Bushwhacker
Senior Member
- Joined
- Apr 28, 2007
- Member Type
- Student or Learner
- Native Language
- Catalan
- Home Country
- Spain
- Current Location
- Spain
PRISONERS
Canadian Denis Villeneuve makes his debut at USA with Prisoners, after his good Canadian cinema and the recognised French and Canadian coproduction, Incendies. The helmer comes back to the family with realism to play with the most distressing uncertainty as an altering driving force for its members, and to deepen in Evil and despair. While two families celebrate Thanksgiving in a Pennsylvania town suburb, their two respective 9 years old girls disappear, which makes the father of one of them (Hugh Jackman), pressed in addition for his wife, who can not bear the situation, to act in a brutal way over the one he obsessively suspects is the kidnapper and therefore knows the little girls’ whereabouts. The other family (Terrence Howard and Viola Davis), despite their loss, disapprove Jackman’s methods but they don’t stop him. Overwhelmed Police Detective Loki (Jake Gyllenhaal), in charge of the case, is clueless and is pressed for his superiors as much as for the two families. The movie evolves accurately thanks to its actors generating an unbearable tension with clues that result in fake or tangentiality, while characters and audiences, overwhelmed because of the absence of proofs, hypothesize about possible links. It’s a thriller well built which knows how to delve into dull mystery as much as into pain, even that of the kidnappers; it’s able to surprise us and creates an oppressive atmosphere impregnated with religious symbols in which moral and ethical values are tottering and minutes become hours. On the other hand, the movie knows how to end. In the air, the question: can a desperate father’s atrocity be justified?
Canadian Denis Villeneuve makes his debut at USA with Prisoners, after his good Canadian cinema and the recognised French and Canadian coproduction, Incendies. The helmer comes back to the family with realism to play with the most distressing uncertainty as an altering driving force for its members, and to deepen in Evil and despair. While two families celebrate Thanksgiving in a Pennsylvania town suburb, their two respective 9 years old girls disappear, which makes the father of one of them (Hugh Jackman), pressed in addition for his wife, who can not bear the situation, to act in a brutal way over the one he obsessively suspects is the kidnapper and therefore knows the little girls’ whereabouts. The other family (Terrence Howard and Viola Davis), despite their loss, disapprove Jackman’s methods but they don’t stop him. Overwhelmed Police Detective Loki (Jake Gyllenhaal), in charge of the case, is clueless and is pressed for his superiors as much as for the two families. The movie evolves accurately thanks to its actors generating an unbearable tension with clues that result in fake or tangentiality, while characters and audiences, overwhelmed because of the absence of proofs, hypothesize about possible links. It’s a thriller well built which knows how to delve into dull mystery as much as into pain, even that of the kidnappers; it’s able to surprise us and creates an oppressive atmosphere impregnated with religious symbols in which moral and ethical values are tottering and minutes become hours. On the other hand, the movie knows how to end. In the air, the question: can a desperate father’s atrocity be justified?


▸ **EXERCISE BRIEF**
Go through the data below and copy each line that includes "Feel".

▸ **RECORDS SHOWN**
= = = =

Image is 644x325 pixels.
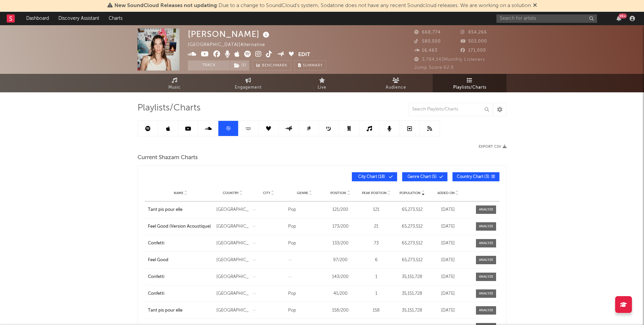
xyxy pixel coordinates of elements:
div: 65,273,512 [396,240,428,247]
div: 158 / 200 [324,307,357,314]
a: Discovery Assistant [53,12,104,25]
div: [PERSON_NAME] [188,28,271,40]
span: Audience [386,83,406,92]
div: [GEOGRAPHIC_DATA] [216,290,249,297]
span: Name [174,191,183,195]
span: 668,774 [414,30,441,34]
span: Genre Chart ( 5 ) [407,175,438,179]
div: 35,151,728 [396,307,428,314]
div: [DATE] [432,240,464,247]
a: Playlists/Charts [433,74,507,92]
div: 121 / 200 [324,207,357,213]
a: Feel Good (Version Acoustique) [148,223,213,230]
button: (1) [230,60,249,71]
button: Edit [298,51,310,59]
span: Country Chart ( 3 ) [457,175,489,179]
span: Position [331,191,346,195]
button: Genre Chart(5) [402,172,447,181]
div: 158 [360,307,392,314]
span: 3,784,143 Monthly Listeners [414,57,485,62]
button: Track [188,60,230,71]
div: [GEOGRAPHIC_DATA] [216,307,249,314]
input: Search for artists [496,14,597,23]
div: 1 [360,290,392,297]
div: 35,151,728 [396,273,428,280]
button: Country Chart(3) [452,172,499,181]
div: Pop [288,240,321,247]
a: Confetti [148,240,213,247]
div: [DATE] [432,257,464,264]
span: Playlists/Charts [453,83,487,92]
div: [DATE] [432,307,464,314]
div: [DATE] [432,290,464,297]
span: Playlists/Charts [137,104,201,112]
a: Benchmark [253,60,291,71]
div: [GEOGRAPHIC_DATA] [216,257,249,264]
div: 65,273,512 [396,207,428,213]
div: 121 [360,207,392,213]
div: [DATE] [432,207,464,213]
a: Charts [104,12,127,25]
span: New SoundCloud Releases not updating [114,3,217,8]
a: Live [285,74,359,92]
span: 854,266 [461,30,487,34]
div: 65,273,512 [396,257,428,264]
span: Peak Position [362,191,386,195]
div: 99 + [618,13,627,19]
span: Jump Score: 62.8 [414,65,454,70]
button: City Chart(18) [352,172,397,181]
span: Summary [303,64,323,67]
div: 6 [360,257,392,264]
div: 35,151,728 [396,290,428,297]
span: ( 1 ) [230,60,250,71]
div: Pop [288,307,321,314]
div: 133 / 200 [324,240,357,247]
span: 171,000 [461,48,486,53]
div: [GEOGRAPHIC_DATA] [216,273,249,280]
div: 1 [360,273,392,280]
div: 143 / 200 [324,273,357,280]
div: Pop [288,290,321,297]
div: 173 / 200 [324,223,357,230]
a: Tant pis pour elle [148,207,213,213]
span: City [263,191,270,195]
span: Country [223,191,239,195]
span: City Chart ( 18 ) [356,175,387,179]
a: Tant pis pour elle [148,307,213,314]
input: Search Playlists/Charts [409,103,492,116]
span: Engagement [235,83,261,92]
span: Live [318,83,326,92]
div: 65,273,512 [396,223,428,230]
a: Engagement [211,74,285,92]
a: Feel Good [148,257,213,264]
div: 21 [360,223,392,230]
div: 97 / 200 [324,257,357,264]
a: Confetti [148,273,213,280]
span: Music [168,83,181,92]
div: [DATE] [432,273,464,280]
span: 16,463 [414,48,438,53]
div: [DATE] [432,223,464,230]
a: Dashboard [22,12,53,25]
button: 99+ [617,16,621,21]
div: Pop [288,223,321,230]
span: 580,500 [414,39,441,44]
div: [GEOGRAPHIC_DATA] | Alternative [188,41,273,49]
span: Population [399,191,420,195]
div: [GEOGRAPHIC_DATA] [216,223,249,230]
span: Genre [297,191,308,195]
span: Added On [438,191,455,195]
a: Audience [359,74,433,92]
button: Export CSV [479,145,507,149]
a: Music [137,74,211,92]
a: Confetti [148,290,213,297]
div: 73 [360,240,392,247]
div: [GEOGRAPHIC_DATA] [216,240,249,247]
div: 41 / 200 [324,290,357,297]
div: [GEOGRAPHIC_DATA] [216,207,249,213]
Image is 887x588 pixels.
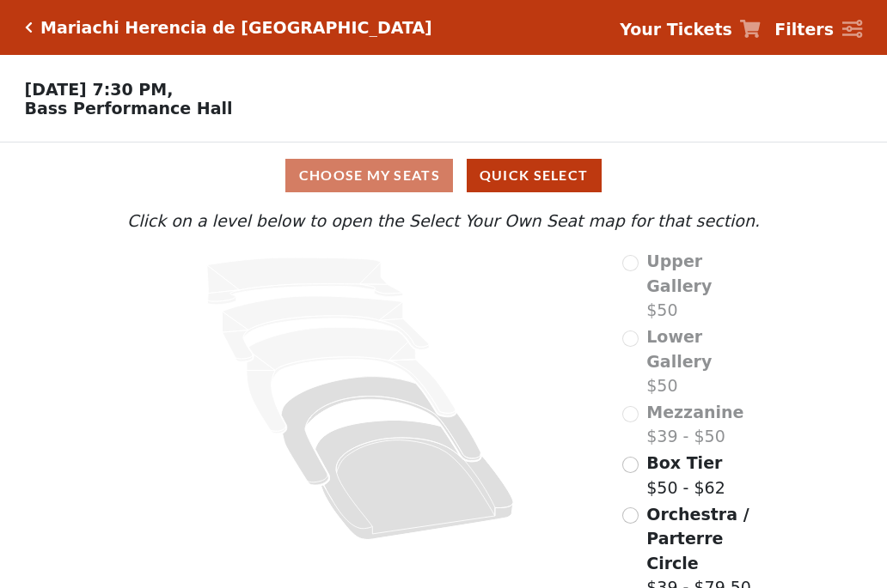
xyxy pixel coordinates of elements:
[774,20,834,39] strong: Filters
[646,327,711,370] span: Lower Gallery
[646,249,763,323] label: $50
[646,252,711,295] span: Upper Gallery
[620,20,732,39] strong: Your Tickets
[646,504,748,573] span: Orchestra / Parterre Circle
[620,17,761,42] a: Your Tickets
[316,421,513,540] path: Orchestra / Parterre Circle - Seats Available: 647
[123,209,763,234] p: Click on a level below to open the Select Your Own Seat map for that section.
[25,22,32,33] a: Click here to go back to filters
[207,257,403,305] path: Upper Gallery - Seats Available: 0
[646,453,722,472] span: Box Tier
[40,18,433,38] h5: Mariachi Herencia de [GEOGRAPHIC_DATA]
[646,325,763,398] label: $50
[222,296,430,361] path: Lower Gallery - Seats Available: 0
[646,403,743,422] span: Mezzanine
[774,17,861,42] a: Filters
[467,159,602,192] button: Quick Select
[646,450,724,500] label: $50 - $62
[646,400,743,449] label: $39 - $50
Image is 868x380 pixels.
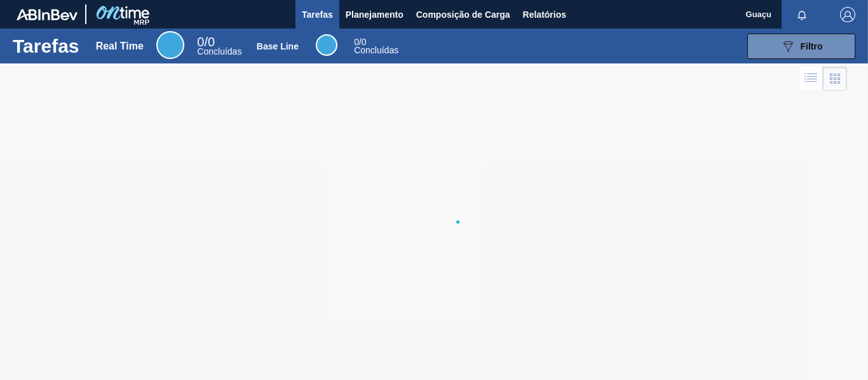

= = = =

▸ **RESULT BELOW**
a: Feel Good (Version Acoustique) [148,223,213,230]
a: Feel Good [148,257,213,264]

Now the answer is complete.